Sunday, September 3, 2017

Zimbardo's Stanford Prison Experiment

A friend of mine was recently talking to me about the summer of 1971 when the famous prison experiment in Stanford, California took place. He was at that time taking Japanese language classes in that reputed University and recounted about the Stanford Prison experiment, the brainchild of a brilliant but controversial Psychology professor -Phillip Zimbardo.

My friend always wanted to attend Zimbardo's classes. But he could not, as the Professor's classes were invariables full with long waiting list. His razor sharp mind, ready wit and mesmerizing intelligence attracted students in droves towards him like moth to fire, also attracted its share of controversies.

And nothing more controversial than the Stanford Prison Experiment, a topic covered in most introductory psychology textbooks. It was an attempt to investigate the phychological effects of perceived power, focusing on the struggle between prisoner and prison guards, who like Mother-in-laws and Daughter-in-laws have a AHI NAKULA SAMPARKA (the eternal enmity between Snake and Mongoose).

The project was funded by the U.S. Office of Naval Research as an investigation into the causes of conflict between guards and prisoners in the United States Navy and Marine Corps. Professor Zimbardo selected students chosen randomly from the volunteering college students who were known to be sane, sturdy and mentally well balanced to play the role of prisoners and guards respectively.

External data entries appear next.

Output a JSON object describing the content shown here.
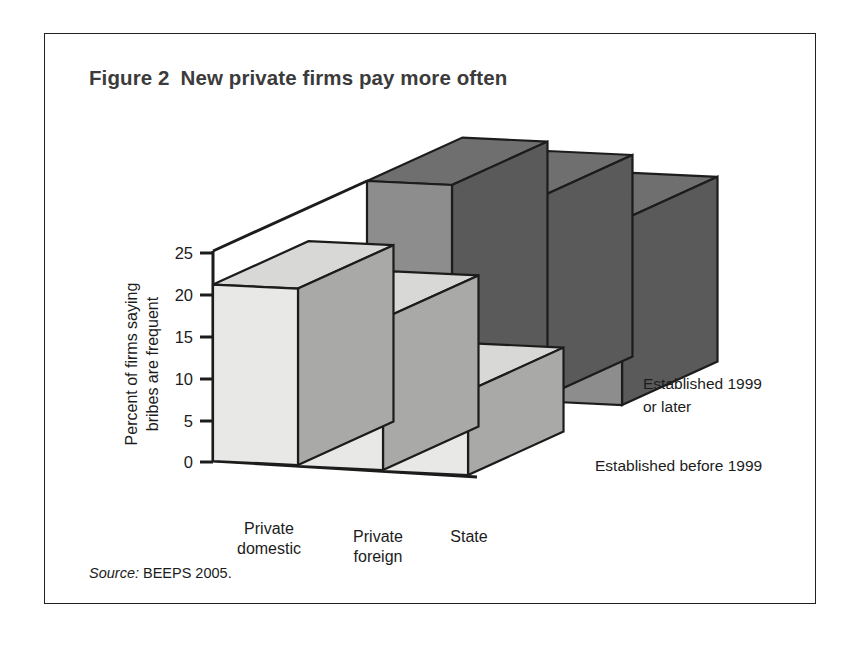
{
  "figure": {
    "number": "Figure 2",
    "title": "New private firms pay more often"
  },
  "source": {
    "label": "Source:",
    "text": "BEEPS 2005."
  },
  "chart_data": {
    "type": "bar",
    "variant": "3d-grouped-bar",
    "title": "New private firms pay more often",
    "xlabel": "",
    "ylabel": "Percent of firms saying bribes are frequent",
    "ylim": [
      0,
      25
    ],
    "yticks": [
      "0",
      "5",
      "10",
      "15",
      "20",
      "25"
    ],
    "ytick_values": [
      0,
      5,
      10,
      15,
      20,
      25
    ],
    "grid": false,
    "legend_position": "right-inline",
    "categories": [
      "Private domestic",
      "Private foreign",
      "State"
    ],
    "category_labels": [
      {
        "line1": "Private",
        "line2": "domestic"
      },
      {
        "line1": "Private",
        "line2": "foreign"
      },
      {
        "line1": "State",
        "line2": ""
      }
    ],
    "series": [
      {
        "name": "Established 1999 or later",
        "label_line1": "Established 1999",
        "label_line2": "or later",
        "row": "back",
        "color": "#8a8a8a",
        "top_color": "#707070",
        "side_color": "#585858",
        "values": [
          25,
          24,
          22
        ]
      },
      {
        "name": "Established before 1999",
        "label_line1": "Established before 1999",
        "label_line2": "",
        "row": "front",
        "color": "#e6e6e4",
        "top_color": "#d2d2d0",
        "side_color": "#a8a8a6",
        "values": [
          21,
          18,
          10
        ]
      }
    ],
    "colors": {
      "axis": "#1c1c1c",
      "outline": "#1c1c1c",
      "front_face": "#e8e8e6",
      "front_top": "#d8d8d6",
      "back_face": "#8d8d8d",
      "back_top": "#6f6f6f",
      "back_side": "#5a5a5a",
      "background": "#ffffff",
      "border": "#221f1f"
    }
  }
}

As the experiment commenced, the students playing Prison Guards ruthlessly enforced dictatorial measures and psychological tortures on their prisoner subjects. Many of the prisoners passively accepted psychological abuse and by the officers' request actively harassed other prisoners who tried to stop it. Zimbardo, playing the role as the Prison Superintendent allowed the abuses to continue.

Two of the prisoners left midexperiment. The whole exercise supposed to last 2 weeks was abandoned after six days as the simulation of the real life situation became too real and too close for comfort to be continued further. The enacting students started acting the real tormentors and victim.

the program was scrapped based on one of Zimbardo's student volunteers, a girl names Christiana Maslach who objected this Prison experiment and proclaimed her hatred for Professor Zimbardo. Interestingly, she ended up dating and eventually marrying him. It vindicates another psychological human behavior - your open critic could be your secret admirer with a crush on you, something more seen amongst women.

To give a background of this - the Ivy league schools like Stanford aren't designed to make you rote your subject overnight, vomit it on answer paper next morning and grab a job with license to loot for life. Those Universities provide a natural platform to nurture innovation and creativity. Those schools are the cradles of scientific inventions, producing innovators and Nobel laureates in dime a dozen.

Not all of these experiments succeed. Many fail and pass into oblivion. Some succeed and crash into limelight. That is the nature of innovations and inventions. The Wright brothers failed multiple times before they were able to fly their man made bird. C V Raman struggled a lot before coming up with his "Raman Effects" which earned him Nobel prize. Zimbardo's experiment might have failed but was harbinger and stepping stone towards further experimentations, some daring. Why not - as No risks, no gains.